Monday, May 28, 2012

Why poets might not write much about where they currently live

What if more major contemporary poets made their home cities as central to their works as novelist Tayari Jones has made Atlanta, as Colson Whitehead has made New York City, or as short story writer Edward P. Jones has made D.C.? What if more poets represented their locales the way Jay-Z reps Brooklyn or how Outkast, Lil Wayne, and T.I. hold down the South?

In the past, a couple of prominent poets became associated with notable locales. Langston Hughes and Harlem. Gwendolyn Brooks and Chicago. These days, it might be harder to link a major poet to distinct places like that for a number of reasons.

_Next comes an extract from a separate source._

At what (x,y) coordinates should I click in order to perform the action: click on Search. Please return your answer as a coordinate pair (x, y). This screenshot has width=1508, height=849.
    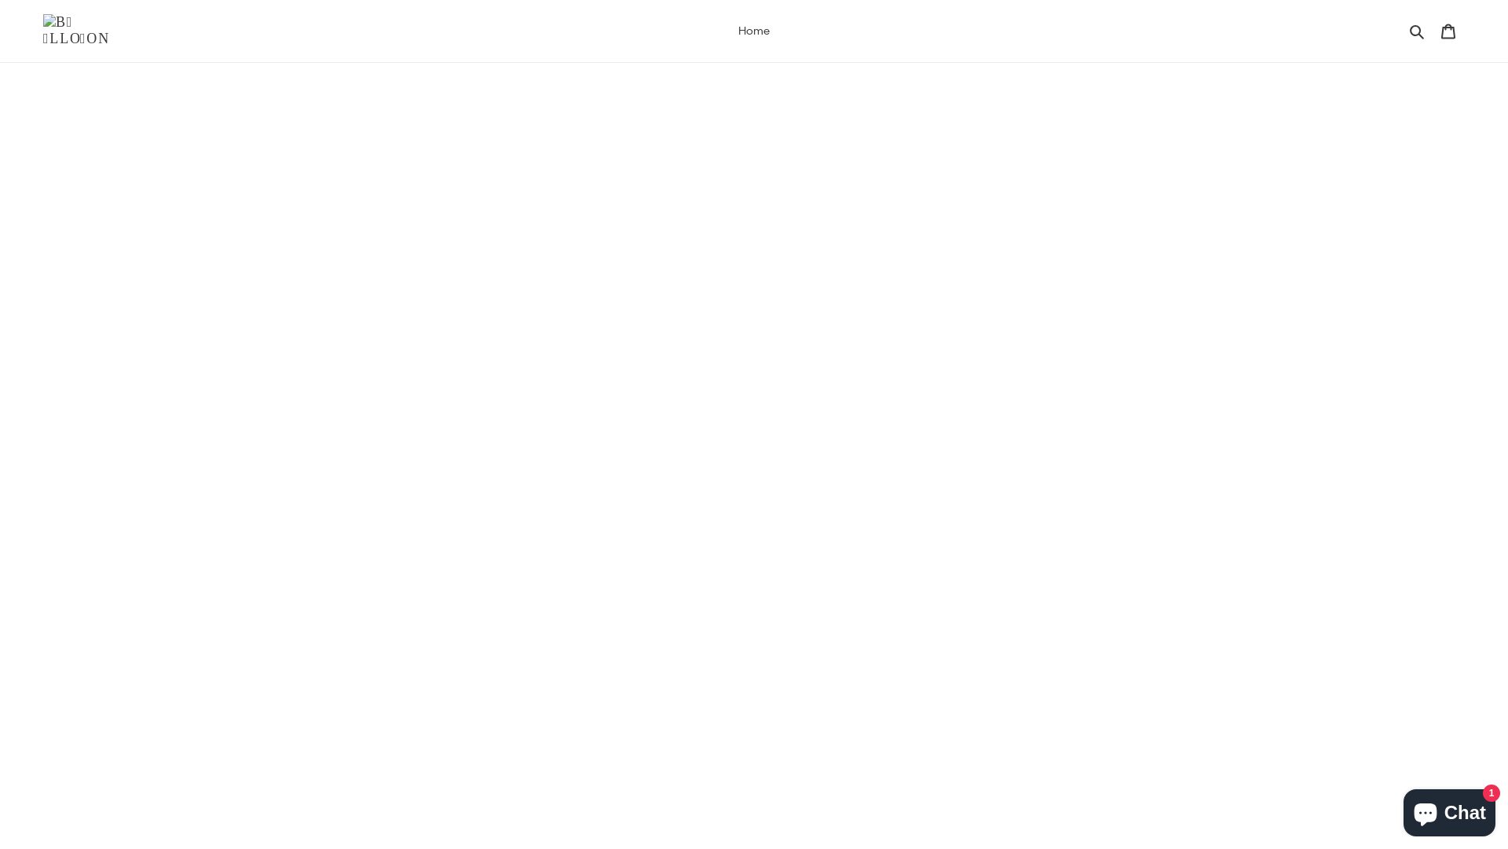
    Looking at the image, I should click on (1419, 31).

Perhaps the nature of academic appointments contribute to the lack of volumes or series of poems about the places where poets reside. Poets are often employed in cities where they were not born and raised. To the extent that large numbers of writers reflect on childhood locales and project those places as settings in their works, it is probably less likely that poets would focus on the cities where they are currently employed.

The explorations, deep memories, and extended commitments that literary artists create in places where they were born and raised apparently mean a lot more to them than where they are now. Imagine how impoverished rap would be if lyricists did not reflect--over and over--on the hoods where they came up, the blocks they used to hang out on back in the day.

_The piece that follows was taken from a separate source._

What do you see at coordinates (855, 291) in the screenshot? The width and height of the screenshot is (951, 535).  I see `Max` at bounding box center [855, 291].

Given how much spoken word artists navigate urban landscapes to attend various open mic sessions and different sets, they might be more likely to discuss aspects of the places that they occupy in their works. However, few of them are regularly recruited and employed by universities.

It might be a good idea for city officials and university English departments to build closer ties and partnerships. Doing so might result in poets signing on to compose pieces here and there about the cities where they are now employed. Or, perhaps, English Departments might even be inclined to offer a visiting professorship to local spoken word poets, especially those interested in highlighting aspects of their cities and its citizens.